Running Wild with Bear Grylls: The Challenge premiers tonight at 9pm EST on the National Geographic Channel.
Bear Grylls is back doing celebrity interviews out in the wild and it’s as compelling as ever. Somehow, interacting outside of a television studio or movie set while at the mercy of Nature and your host/survival guide also allows them to open up and embrace vulnerabilities that just don’t see the light of day during morning, noon, or nighttime talk shows. It may be a trust thing since they’re entrusting their immediate well-being to Grylls. Either way, it works and never ceases to amaze. This season features the likes of Natalie Portman, Ashton Kutcher, Simu Liu, and Anthony Anderson.
Bear Grylls wouldn’t be Bear Grylls if he wasn’t subjecting his guests to his form of culinary adventurism drapes in the guise of survival training. Chowing down on some form of creepy-crawlie is par for the course and an amazing display of trust on the part of Grylls’ guests.
On the surface, it’s great television because it elicits a very visceral response with the guest and also the viewer. It has to be said, watching people’s reactions before, during, and after never gets old. It’s kind of the same amusement you get watching celebrities do interviews on the Hot Ones. What makes it even more appealing is the fact that we know exactly how we would react if we were in their place. It builds this odd sort of solidarity with these celebrities who, let’s admit it, none of us will really meet in real life.
Ashton Kutcher had termites coating his fish filet like breadcrumbs on a chicken cutlet. Rob Riggle got treated to some boisterous crickets while trekking through a tunnel. Natalie Portman, Simu Liu, and Anthony Anderson were treated to that staple of gross me out Foods, the maggot.
And while Portman and Anderson were forced to ingest the little suckers, Bear Grylls had something special lined up for Simu Liu. Not only did the Shang-Chi star eat maggots with his fish, in order to catch said fish, he needed to first defrost the maggot in order to use it as bait. Unfortunately for Liu, with no microwave in sight, the warmth beneath his tongue would serve the purpose.
But on the serious side, eating these insects and wild mushrooms brings up a very serious issue: The limitations of our diets, especially Western diets, is causing all sorts of Environmental problems. We eat only a handful of meats and a sliver of the world’s edible plants. That’s a problem.
In 2013 the United Nations Food and Agriculture Organization (FAO) went so far as to officially suggest that countries should eat more insects in their diet. They take pains to highlight that many edible insects are in fact fantastic sources of protein with very little fat. For example, beetles are rich in proteins as are larval forms of bees and butterflies.
It’s not just about eating insects either. By most counts there are at least 200,000 edible species of plants on the Earth but humans only ingest roughly 200 of them. That’s a very, very small amount.
So how have our diets become so narrow? According to some experts, it comes down to ease of growing. Some plants just are not conducive to being produced on the large agricultural scale. The process of narrowing down our diets started thousands of years ago with the domestication process.
The domestication and farming of animals has become particularly troublesome. Industrial Farms pollute waterways and emit all sorts of greenhouse gases. That’s not even mentioning the animal cruelty involves. In theory, adopting protein-rich insects to our diet would go a long way to alleviating the environmental pressure factory farms puts on the environment.
Every time Bear Grylls graces our screens, he reminds us that insects and all sorts of creepy crawlies are in fact edible. While it might may seem like a gimmick, it’s anything but. What it really is is a reminder that we are eating only a portion of what is available to us and that increasing the range of our diets may actually go a long way toward saving our planet.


YOUR OBJECTIVE
Find, in the records below, the line that contains "Give me the" and the line that contains "Trace *person*.". Copy those two lines and everything between them exactly, but not the pictures.

INPUT
-*-*-

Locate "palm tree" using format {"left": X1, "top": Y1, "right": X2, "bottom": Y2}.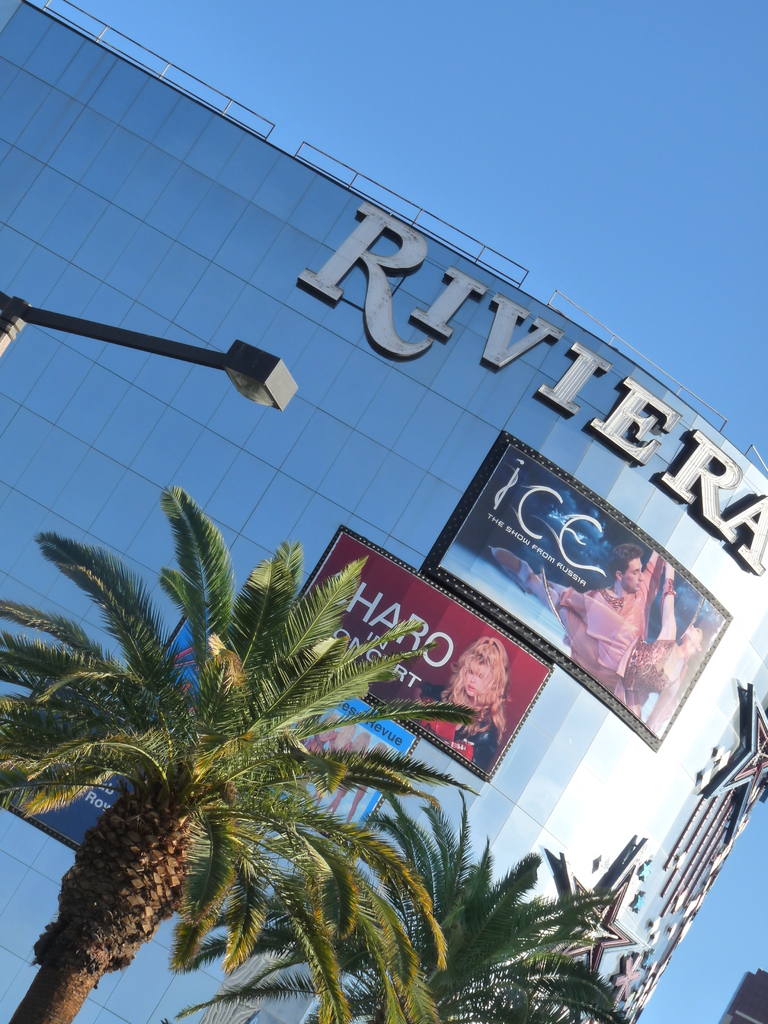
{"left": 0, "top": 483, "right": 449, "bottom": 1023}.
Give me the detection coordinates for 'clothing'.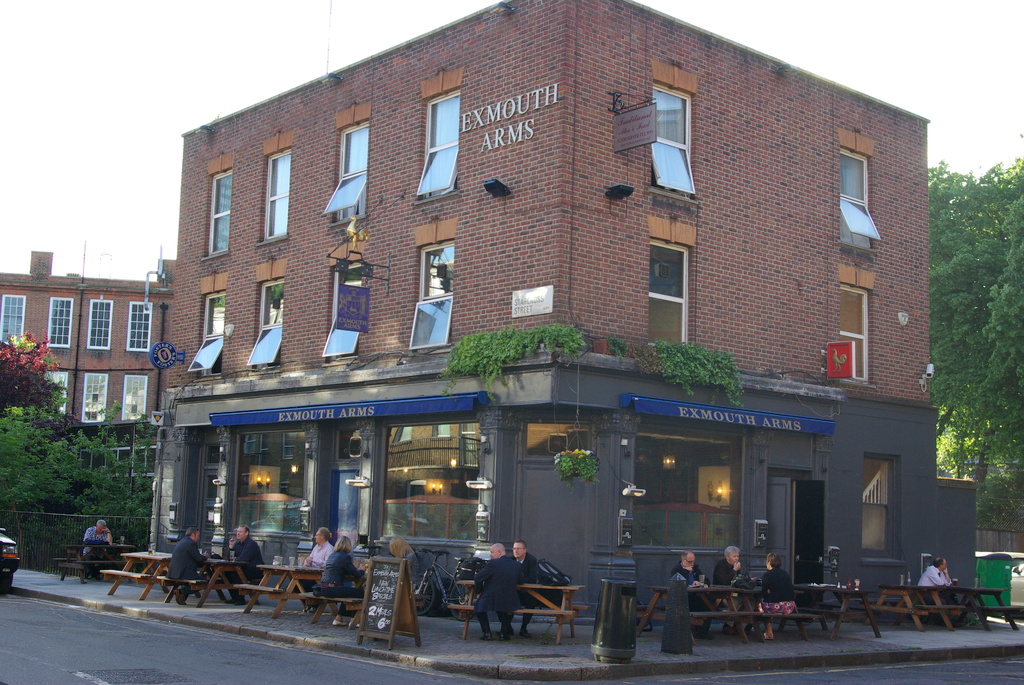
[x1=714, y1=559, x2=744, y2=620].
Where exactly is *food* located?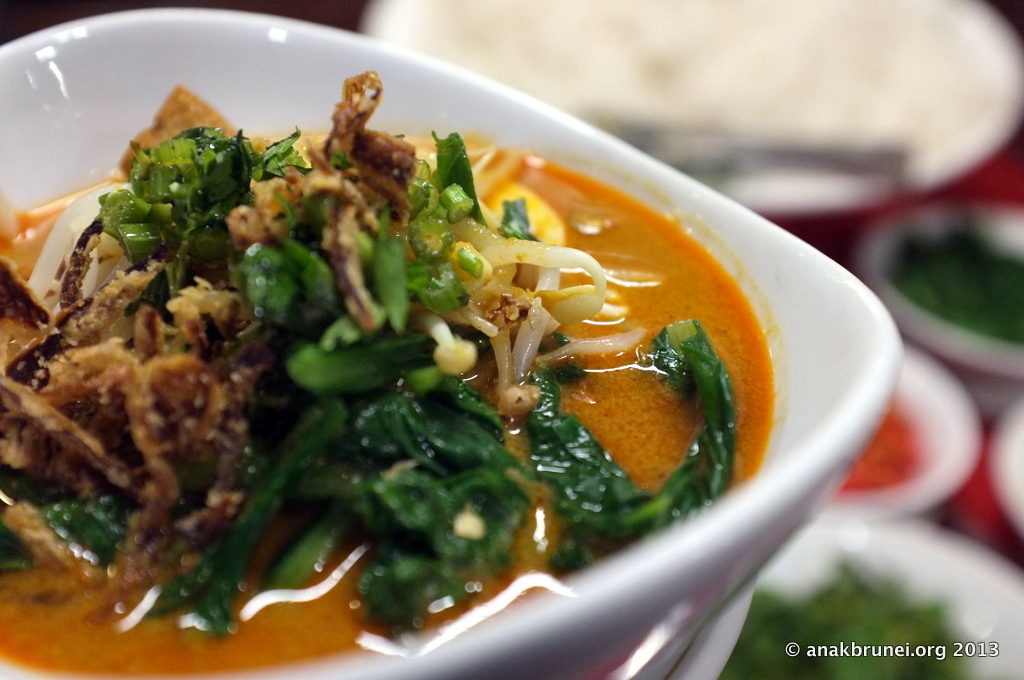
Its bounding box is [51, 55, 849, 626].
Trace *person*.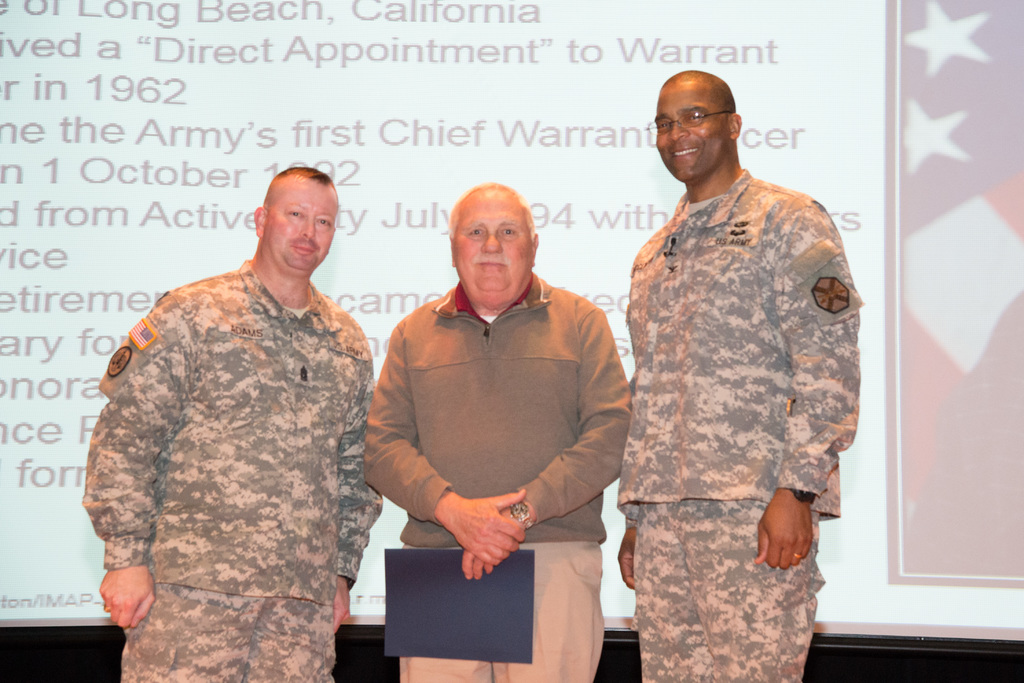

-*-*-

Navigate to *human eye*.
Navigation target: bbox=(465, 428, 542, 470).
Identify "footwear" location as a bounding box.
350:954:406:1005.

-*-*-

RESPONSE
Give me the detection coordinates for 'clothing'.
[x1=714, y1=559, x2=744, y2=620].
Where exactly is *food* located?
Its bounding box is [51, 55, 849, 626].
Trace *person*.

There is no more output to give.